For those who fear communal solidarity no longer exists hereâs a tale to lift the spirits.
When five men were sacked in an overtime row 20 years ago, 500 Liverpool dockers refused to cross a picket line. Despite being described by Lloyds List as âthe most productive workforce in Europeâ they too were sacked.
Their 850-day dispute became one of the longest in British labour history. With the men risking everything to uphold the most sacred of trade union principles, it was also seen across the world as one of the most noble.
On day one American longshoremen on both coasts and Australian wharfies brought their countriesâ ports to a standstill.
On other days every Japanese docker stopped working and in South Africa all ports were closed down âin solidarity with the Liverpool dockers who stood by us during apartheidâ.
At home acts like Jo Brand and Noel Gallagher did fundraisers, footballer Robbie Fowler was fined by Uefa for unveiling a dockersâ T-shirt and support groups the length of Britain swung behind the sacked men.
But with the TGWU neutered by Thatcherâs anti-union laws the dockers eventually lost. One legacy of that defeat is those zero-hours contracts that blight so many lives today.
Yet the solidarity never waned. Under the tutelage of Jimmy McGovern some of the dockers wrote a drama about the dispute for Channel 4, using the £130,000 fee to buy a building in the aptly-named Hope Street. They turned it into a communal hub. A not-for-profit bar, function room and advice centre. An open house for anyone in need of help or radical stimulation. A lasting memorial to the spirit of solidarity shown in their dispute.
Downstairs it hosts everything from Greek theatre and salsa to pensionersâ meetings and political forums. Thereâs an exhibition about the Spanish Civil War. I even had my wedding do there.
Upstairs they give free expert advice on benefits, employment, asylum, debt and welfare to anyone who walks in off the street. Over the past 15 years itâs estimated more than £10million-worth of advice has been given to people in desperate need.
But due to loss of funding and rent, The Casa faces an uncertain future. They could keep the bar open but unless the rest of the building is used to fight for social justice they feel theyâd be betraying their founding principles.
So they wonât do it.
Before Christmas it looked like The Casa had only months left, until solidarity came to the fore once more.
Phone calls to comedians John Bishop, Ricky Tomlinson, Neil Fitzmaurice and Mark Steel and to musicians The Farm and John Power gave us a line-up. Another call to the 1,600-seater ÂPhilharmonic Hall gave us a venue.
All of them agreed, in a Âheartbeat, to do their bit.
And so we have The Casa ÂSolidarity Show on Friday April 17, the tickets for which go on sale today at the Liverpool ÂPhilharmonic website.
Buy one and not only are you guaranteed to have a cracking night, youâll keep a treasured Âinstitution built on rare principles going for another few years.
More than that, youâll keep alive a truth which says no matter what you throw at working people, no matter what you try to take from them, when they stick together they wonât be beaten.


▶ Task brief
Make an exact copy of the entries below with the pictures removed.

====== Provided material

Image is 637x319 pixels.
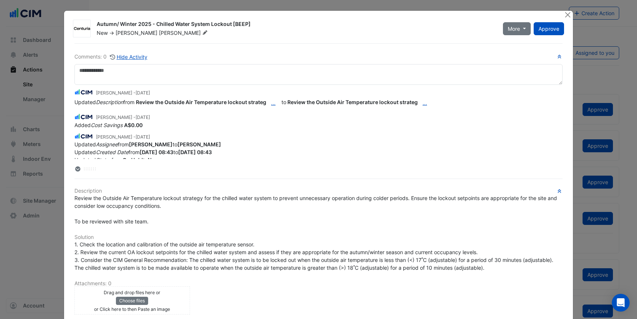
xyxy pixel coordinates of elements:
strong: 2025-05-29 08:43:53 [178,149,212,155]
em: Created Date [96,149,128,155]
strong: A$0.00 [124,122,143,128]
img: CIM [74,113,93,121]
span: Review the Outside Air Temperature lockout strateg [287,99,432,105]
strong: On Hold [123,157,143,163]
span: Approve [538,26,559,32]
span: -> [109,30,114,36]
em: Cost Savings [91,122,123,128]
strong: New [148,157,159,163]
em: Description [96,99,123,105]
button: Close [564,11,571,19]
h6: Description [74,188,563,194]
span: Updated from to [74,141,221,147]
img: CIM [74,132,93,140]
small: [PERSON_NAME] - [96,90,150,96]
small: Drag and drop files here or [104,290,160,295]
span: More [508,25,520,33]
div: Comments: 0 [74,53,148,61]
small: [PERSON_NAME] - [96,114,150,121]
span: 2025-06-02 10:06:10 [136,90,150,96]
img: Centuria [73,25,90,33]
em: Status [96,157,111,163]
span: New [97,30,108,36]
span: 1. Check the location and calibration of the outside air temperature sensor. 2. Review the curren... [74,241,555,271]
h6: Attachments: 0 [74,280,563,287]
span: [PERSON_NAME] [116,30,157,36]
span: Review the Outside Air Temperature lockout strategy for the chilled water system to prevent unnec... [74,195,558,224]
span: 2025-05-30 12:36:48 [136,134,150,140]
span: Added [74,122,143,128]
em: Assignee [96,141,118,147]
span: Review the Outside Air Temperature lockout strateg [136,99,281,105]
strong: [PERSON_NAME] [129,141,173,147]
span: [PERSON_NAME] [159,29,209,37]
span: Updated from [74,99,134,105]
button: ... [418,96,432,109]
strong: [PERSON_NAME] [177,141,221,147]
small: or Click here to then Paste an image [94,306,170,312]
small: [PERSON_NAME] - [96,134,150,140]
button: More [503,22,531,35]
button: Hide Activity [110,53,148,61]
span: to [74,99,432,105]
span: 2025-06-02 10:05:44 [136,114,150,120]
img: CIM [74,88,93,96]
strong: 2025-04-17 08:43:53 [140,149,173,155]
span: Updated from to [74,157,159,163]
h6: Solution [74,234,563,240]
button: ... [266,96,280,109]
fa-layers: More [74,166,81,171]
span: Updated from to [74,149,212,155]
div: Autumn/ Winter 2025 - Chilled Water System Lockout [BEEP] [97,20,494,29]
div: Open Intercom Messenger [612,294,630,311]
button: Choose files [116,297,148,305]
button: Approve [534,22,564,35]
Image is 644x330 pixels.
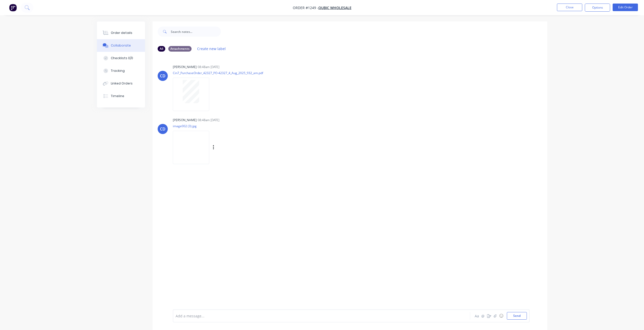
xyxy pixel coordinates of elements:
div: Timeline [111,94,124,98]
button: Edit Order [613,4,638,11]
div: Attachments [168,46,192,51]
div: 08:48am [DATE] [198,65,219,70]
button: Aa [474,312,480,319]
button: Collaborate [97,39,145,52]
button: Tracking [97,65,145,77]
div: [PERSON_NAME] [173,65,196,70]
button: Close [557,4,582,11]
div: Tracking [111,68,125,73]
button: Options [585,4,610,12]
a: Qubic Wholesale [318,5,351,10]
button: Checklists 0/0 [97,52,145,65]
button: Order details [97,27,145,39]
button: Linked Orders [97,77,145,90]
div: Order details [111,31,132,35]
div: Linked Orders [111,81,133,86]
img: Factory [9,4,16,11]
div: CD [160,126,166,132]
div: All [158,46,165,51]
div: 08:48am [DATE] [198,118,219,123]
button: Send [506,312,527,319]
input: Search notes... [171,27,221,37]
div: CD [160,73,166,79]
button: Timeline [97,90,145,102]
div: [PERSON_NAME] [173,118,196,123]
div: Collaborate [111,43,131,48]
button: Create new label [194,45,228,52]
span: Order #1249 - [293,5,318,10]
button: ☺ [498,312,504,319]
button: @ [480,312,486,319]
div: Checklists 0/0 [111,56,133,60]
p: Cin7_PurchaseOrder_42327_PO-42327_4_Aug_2025_932_am.pdf [173,71,263,75]
p: image002 (3).jpg [173,124,265,128]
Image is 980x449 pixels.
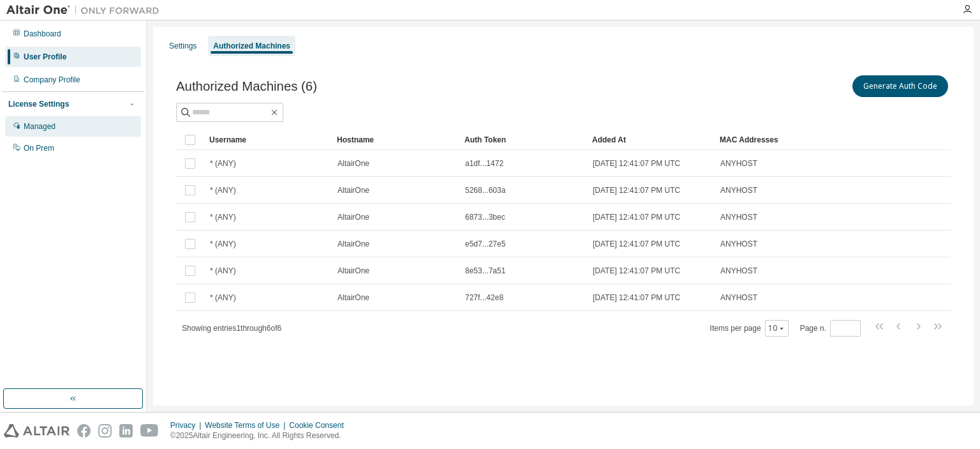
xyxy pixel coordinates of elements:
[170,420,205,430] div: Privacy
[210,292,236,303] span: * (ANY)
[213,41,290,51] div: Authorized Machines
[24,29,61,39] div: Dashboard
[720,265,757,276] span: ANYHOST
[119,424,133,437] img: linkedin.svg
[24,75,80,85] div: Company Profile
[24,52,66,62] div: User Profile
[337,292,370,303] span: AltairOne
[210,239,236,249] span: * (ANY)
[170,430,351,441] p: © 2025 Altair Engineering, Inc. All Rights Reserved.
[210,185,236,195] span: * (ANY)
[464,130,582,150] div: Auth Token
[720,185,757,195] span: ANYHOST
[593,239,680,249] span: [DATE] 12:41:07 PM UTC
[24,121,55,132] div: Managed
[337,185,370,195] span: AltairOne
[720,130,817,150] div: MAC Addresses
[768,323,785,333] button: 10
[710,320,788,336] span: Items per page
[210,212,236,222] span: * (ANY)
[176,79,317,94] span: Authorized Machines (6)
[593,265,680,276] span: [DATE] 12:41:07 PM UTC
[209,130,327,150] div: Username
[8,99,69,109] div: License Settings
[77,424,90,437] img: facebook.svg
[593,292,680,303] span: [DATE] 12:41:07 PM UTC
[593,212,680,222] span: [DATE] 12:41:07 PM UTC
[465,265,505,276] span: 8e53...7a51
[465,212,505,222] span: 6873...3bec
[465,185,505,195] span: 5268...603a
[720,239,757,249] span: ANYHOST
[593,158,680,169] span: [DATE] 12:41:07 PM UTC
[210,158,236,169] span: * (ANY)
[592,130,709,150] div: Added At
[210,265,236,276] span: * (ANY)
[465,158,503,169] span: a1df...1472
[337,130,454,150] div: Hostname
[98,424,111,437] img: instagram.svg
[593,185,680,195] span: [DATE] 12:41:07 PM UTC
[4,424,69,437] img: altair_logo.svg
[141,424,159,437] img: youtube.svg
[465,292,503,303] span: 727f...42e8
[465,239,505,249] span: e5d7...27e5
[800,320,860,336] span: Page n.
[24,143,54,153] div: On Prem
[337,158,370,169] span: AltairOne
[720,212,757,222] span: ANYHOST
[337,239,370,249] span: AltairOne
[169,41,197,51] div: Settings
[205,420,289,430] div: Website Terms of Use
[337,265,370,276] span: AltairOne
[853,76,948,97] button: Generate Auth Code
[337,212,370,222] span: AltairOne
[720,158,757,169] span: ANYHOST
[182,324,281,333] span: Showing entries 1 through 6 of 6
[6,4,166,17] img: Altair One
[720,292,757,303] span: ANYHOST
[289,420,351,430] div: Cookie Consent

============

▶ Your response
Image is 637x319 pixels.
xyxy pixel coordinates of elements:
strong: 2025-05-29 08:43:53 [178,149,212,155]
em: Created Date [96,149,128,155]
strong: A$0.00 [124,122,143,128]
img: CIM [74,113,93,121]
span: Review the Outside Air Temperature lockout strateg [287,99,432,105]
strong: On Hold [123,157,143,163]
span: Approve [538,26,559,32]
span: -> [109,30,114,36]
em: Cost Savings [91,122,123,128]
strong: New [148,157,159,163]
em: Description [96,99,123,105]
button: Close [564,11,571,19]
h6: Description [74,188,563,194]
span: Updated from to [74,141,221,147]
img: CIM [74,132,93,140]
small: [PERSON_NAME] - [96,90,150,96]
small: Drag and drop files here or [104,290,160,295]
span: More [508,25,520,33]
div: Comments: 0 [74,53,148,61]
small: [PERSON_NAME] - [96,114,150,121]
span: 2025-06-02 10:06:10 [136,90,150,96]
img: Centuria [73,25,90,33]
em: Status [96,157,111,163]
span: New [97,30,108,36]
span: 1. Check the location and calibration of the outside air temperature sensor. 2. Review the curren... [74,241,555,271]
h6: Attachments: 0 [74,280,563,287]
span: [PERSON_NAME] [116,30,157,36]
span: Review the Outside Air Temperature lockout strategy for the chilled water system to prevent unnec... [74,195,558,224]
span: 2025-05-30 12:36:48 [136,134,150,140]
span: Added [74,122,143,128]
em: Assignee [96,141,118,147]
span: Review the Outside Air Temperature lockout strateg [136,99,281,105]
strong: [PERSON_NAME] [129,141,173,147]
span: [PERSON_NAME] [159,29,209,37]
span: Updated from [74,99,134,105]
button: ... [418,96,432,109]
strong: [PERSON_NAME] [177,141,221,147]
small: or Click here to then Paste an image [94,306,170,312]
small: [PERSON_NAME] - [96,134,150,140]
button: More [503,22,531,35]
button: Hide Activity [110,53,148,61]
span: to [74,99,432,105]
span: 2025-06-02 10:05:44 [136,114,150,120]
img: CIM [74,88,93,96]
strong: 2025-04-17 08:43:53 [140,149,173,155]
span: Updated from to [74,157,159,163]
h6: Solution [74,234,563,240]
button: ... [266,96,280,109]
fa-layers: More [74,166,81,171]
span: Updated from to [74,149,212,155]
div: Autumn/ Winter 2025 - Chilled Water System Lockout [BEEP] [97,20,494,29]
div: Open Intercom Messenger [612,294,630,311]
button: Choose files [116,297,148,305]
button: Approve [534,22,564,35]
Image is 644x330 pixels.
xyxy pixel coordinates of elements:
div: Timeline [111,94,124,98]
button: Edit Order [613,4,638,11]
div: Attachments [168,46,192,51]
div: 08:48am [DATE] [198,65,219,70]
button: Aa [474,312,480,319]
button: Collaborate [97,39,145,52]
button: Tracking [97,65,145,77]
div: [PERSON_NAME] [173,65,196,70]
button: Close [557,4,582,11]
div: Tracking [111,68,125,73]
button: Options [585,4,610,12]
a: Qubic Wholesale [318,5,351,10]
button: Checklists 0/0 [97,52,145,65]
button: Order details [97,27,145,39]
button: Linked Orders [97,77,145,90]
div: Order details [111,31,132,35]
div: Linked Orders [111,81,133,86]
img: Factory [9,4,16,11]
div: CD [160,126,166,132]
div: All [158,46,165,51]
div: 08:48am [DATE] [198,118,219,123]
button: Send [506,312,527,319]
input: Search notes... [171,27,221,37]
div: CD [160,73,166,79]
button: Timeline [97,90,145,102]
div: [PERSON_NAME] [173,118,196,123]
div: Collaborate [111,43,131,48]
button: Create new label [194,45,228,52]
span: Order #1249 - [293,5,318,10]
button: ☺ [498,312,504,319]
button: @ [480,312,486,319]
div: Checklists 0/0 [111,56,133,60]
p: Cin7_PurchaseOrder_42327_PO-42327_4_Aug_2025_932_am.pdf [173,71,263,75]
p: image002 (3).jpg [173,124,265,128]
Image is 980x449 pixels.
xyxy pixel coordinates of elements:
[170,420,205,430] div: Privacy
[210,292,236,303] span: * (ANY)
[213,41,290,51] div: Authorized Machines
[24,29,61,39] div: Dashboard
[720,265,757,276] span: ANYHOST
[119,424,133,437] img: linkedin.svg
[24,75,80,85] div: Company Profile
[24,52,66,62] div: User Profile
[337,292,370,303] span: AltairOne
[210,239,236,249] span: * (ANY)
[170,430,351,441] p: © 2025 Altair Engineering, Inc. All Rights Reserved.
[210,185,236,195] span: * (ANY)
[464,130,582,150] div: Auth Token
[720,185,757,195] span: ANYHOST
[593,239,680,249] span: [DATE] 12:41:07 PM UTC
[24,121,55,132] div: Managed
[337,185,370,195] span: AltairOne
[720,130,817,150] div: MAC Addresses
[768,323,785,333] button: 10
[710,320,788,336] span: Items per page
[210,212,236,222] span: * (ANY)
[176,79,317,94] span: Authorized Machines (6)
[593,265,680,276] span: [DATE] 12:41:07 PM UTC
[209,130,327,150] div: Username
[8,99,69,109] div: License Settings
[77,424,90,437] img: facebook.svg
[593,292,680,303] span: [DATE] 12:41:07 PM UTC
[593,212,680,222] span: [DATE] 12:41:07 PM UTC
[465,265,505,276] span: 8e53...7a51
[465,212,505,222] span: 6873...3bec
[465,185,505,195] span: 5268...603a
[720,239,757,249] span: ANYHOST
[593,158,680,169] span: [DATE] 12:41:07 PM UTC
[210,158,236,169] span: * (ANY)
[592,130,709,150] div: Added At
[210,265,236,276] span: * (ANY)
[465,158,503,169] span: a1df...1472
[337,130,454,150] div: Hostname
[98,424,111,437] img: instagram.svg
[593,185,680,195] span: [DATE] 12:41:07 PM UTC
[4,424,69,437] img: altair_logo.svg
[141,424,159,437] img: youtube.svg
[465,292,503,303] span: 727f...42e8
[465,239,505,249] span: e5d7...27e5
[800,320,860,336] span: Page n.
[24,143,54,153] div: On Prem
[337,158,370,169] span: AltairOne
[720,212,757,222] span: ANYHOST
[337,239,370,249] span: AltairOne
[169,41,197,51] div: Settings
[205,420,289,430] div: Website Terms of Use
[337,265,370,276] span: AltairOne
[853,76,948,97] button: Generate Auth Code
[337,212,370,222] span: AltairOne
[720,158,757,169] span: ANYHOST
[182,324,281,333] span: Showing entries 1 through 6 of 6
[6,4,166,17] img: Altair One
[720,292,757,303] span: ANYHOST
[289,420,351,430] div: Cookie Consent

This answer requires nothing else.